The Book Of Everything

Julie Forsyth and Matthew Whittet in ‘The Book Of Everything’

The upstairs theatre at Belvoir Street is normally home to dark, complex, often politically based adult theatre. Company B’s new family friendly production, ‘The Book Of Everything’, presented together with Kim Carpenter’s Theatre Of Image’, makes for a refreshing change. Company B’s outgoing Artistic Director Neil Armfield is currently presenting Richard Tulloch’s adaptation of the Dutch writer Guus Kuijer’s children’s novel.

‘The Book Of Everything’ is troubled, intelligent nine year old Thomas Klopper’s story. The precocious Thomas is an independent thinker and starts keeping a journal, his ‘book of everything’. As the play unfolds we soon work out that the crux of Thomas’s problems lie in his troubled home life. His father is a domineering, authoritative figure who forces his zealous Christian beliefs onto his family. Worse, Thomas and his sister, Margot, often see their parents argue, and sometimes see their father slapping their mother into submission. Until the problems at home are resolved, Thomas’s imaginative and bright spirit will not truly fly.

The renowned Dutch writer’s involving storyline comes alive in Neil Armfield’s artful, warm hearted production. Armfield’s production tackles the play’s challenging themes and still at the same time manages to have a wry, light touch.

Music is an integral part of most Armfield productions and this was very much the case here with musician Iain Grandage accompanying the action, inspiringly playing a way at piano, cello and drums, accompanying the action, on a raised platform far stage right. As well, other members of the cast tinkered away at instruments during the show.

There were some good interactive touches with Julie Forsyth, amongst other actors, handing out tiny green frog balls to kids at interval and directing them to throw them down onto the stage after the break, imitating a biblical like frog invasion! One of the play’s funniest moments was when the Jesus character was helping to sweep the floor after the frog invasion and made the clever pun, Jesus swept!

Armfield wins good performances from a strong cast. Matthew Whittet gives a wistful, moving performance as Thomas. Veteran performers Peter Carroll and Julie Forsyth shine respectively as Thomas’s repressed father and his eccentric, witchy neighbour Mrs Van Amersfoort. Yael Stone was a luminous presence as Thomas’s ‘crush’, a beautiful, mischievous sixteen year old girl with a squeaky leather leg.

The play was brilliantly staged by Kim Carpenter with the lynch-pin of the set being a large book standing at the back centre of the stage. The book featured thick cardboard leaves and as each scene changed a cast member would turn the page revealing the set for the coming scene. Some of the cast would perch on rungs of the tall ladders situated on both wings of the stage when they weren’t part of the onstage action.

‘The Book Of Everything’ plays the upstairs theatre at Belvoir Street until January 31.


**What needs to be done**
Report every line of the records that includes the word "description".

**Stored dataset items**
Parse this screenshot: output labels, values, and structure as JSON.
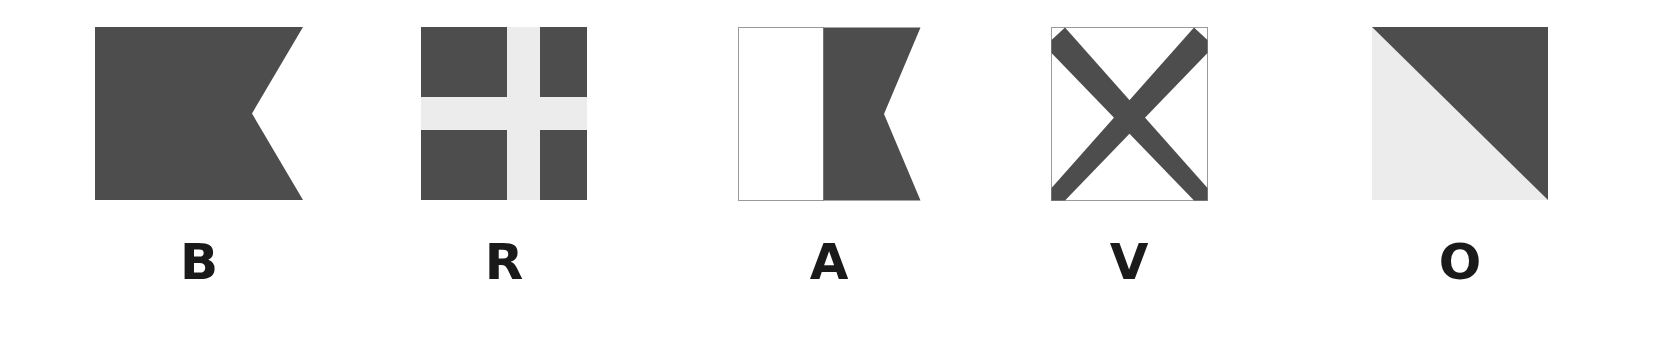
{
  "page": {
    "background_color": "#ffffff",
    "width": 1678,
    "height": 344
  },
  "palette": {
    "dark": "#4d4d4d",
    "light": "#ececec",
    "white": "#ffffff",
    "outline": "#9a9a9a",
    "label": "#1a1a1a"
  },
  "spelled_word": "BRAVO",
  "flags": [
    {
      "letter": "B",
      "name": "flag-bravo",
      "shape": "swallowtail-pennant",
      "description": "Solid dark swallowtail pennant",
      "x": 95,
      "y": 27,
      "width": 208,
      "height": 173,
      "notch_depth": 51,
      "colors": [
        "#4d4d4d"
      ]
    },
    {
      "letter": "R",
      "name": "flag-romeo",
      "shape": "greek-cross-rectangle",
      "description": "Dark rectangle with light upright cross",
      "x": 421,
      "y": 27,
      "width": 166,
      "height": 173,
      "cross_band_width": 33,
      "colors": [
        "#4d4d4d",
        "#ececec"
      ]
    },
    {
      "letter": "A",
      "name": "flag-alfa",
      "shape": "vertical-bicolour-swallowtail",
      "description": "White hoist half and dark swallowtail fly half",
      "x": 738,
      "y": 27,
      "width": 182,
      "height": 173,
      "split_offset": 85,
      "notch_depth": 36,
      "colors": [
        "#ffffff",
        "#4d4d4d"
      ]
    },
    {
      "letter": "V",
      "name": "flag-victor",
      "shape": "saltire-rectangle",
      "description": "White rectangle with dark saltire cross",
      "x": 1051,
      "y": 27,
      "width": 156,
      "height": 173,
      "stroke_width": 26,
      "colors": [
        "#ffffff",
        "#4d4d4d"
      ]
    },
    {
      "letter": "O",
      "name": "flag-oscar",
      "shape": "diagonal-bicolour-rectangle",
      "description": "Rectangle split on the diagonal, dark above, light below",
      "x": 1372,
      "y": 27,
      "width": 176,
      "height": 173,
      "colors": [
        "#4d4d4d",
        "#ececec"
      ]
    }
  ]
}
--
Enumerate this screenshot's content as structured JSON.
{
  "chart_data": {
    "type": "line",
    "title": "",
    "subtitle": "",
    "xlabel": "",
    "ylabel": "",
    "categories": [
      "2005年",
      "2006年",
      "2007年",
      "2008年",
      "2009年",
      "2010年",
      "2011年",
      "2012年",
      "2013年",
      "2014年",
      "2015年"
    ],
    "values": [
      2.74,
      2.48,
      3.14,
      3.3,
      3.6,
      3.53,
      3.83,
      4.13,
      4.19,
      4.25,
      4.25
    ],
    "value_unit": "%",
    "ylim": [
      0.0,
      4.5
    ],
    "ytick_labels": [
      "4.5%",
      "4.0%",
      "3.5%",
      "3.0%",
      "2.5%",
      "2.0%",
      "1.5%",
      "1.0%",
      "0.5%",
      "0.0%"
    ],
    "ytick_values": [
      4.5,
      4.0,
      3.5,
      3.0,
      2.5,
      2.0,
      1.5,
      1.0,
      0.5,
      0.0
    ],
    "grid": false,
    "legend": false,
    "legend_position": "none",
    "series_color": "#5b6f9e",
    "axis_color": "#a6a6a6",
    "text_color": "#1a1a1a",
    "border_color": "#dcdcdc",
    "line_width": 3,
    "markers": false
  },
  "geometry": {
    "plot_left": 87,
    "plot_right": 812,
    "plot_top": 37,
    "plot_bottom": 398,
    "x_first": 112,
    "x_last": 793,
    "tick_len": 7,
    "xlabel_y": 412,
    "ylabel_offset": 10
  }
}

**Result of the exercise**
      "description": "Solid dark swallowtail pennant",
      "description": "Dark rectangle with light upright cross",
      "description": "White hoist half and dark swallowtail fly half",
      "description": "White rectangle with dark saltire cross",
      "description": "Rectangle split on the diagonal, dark above, light below",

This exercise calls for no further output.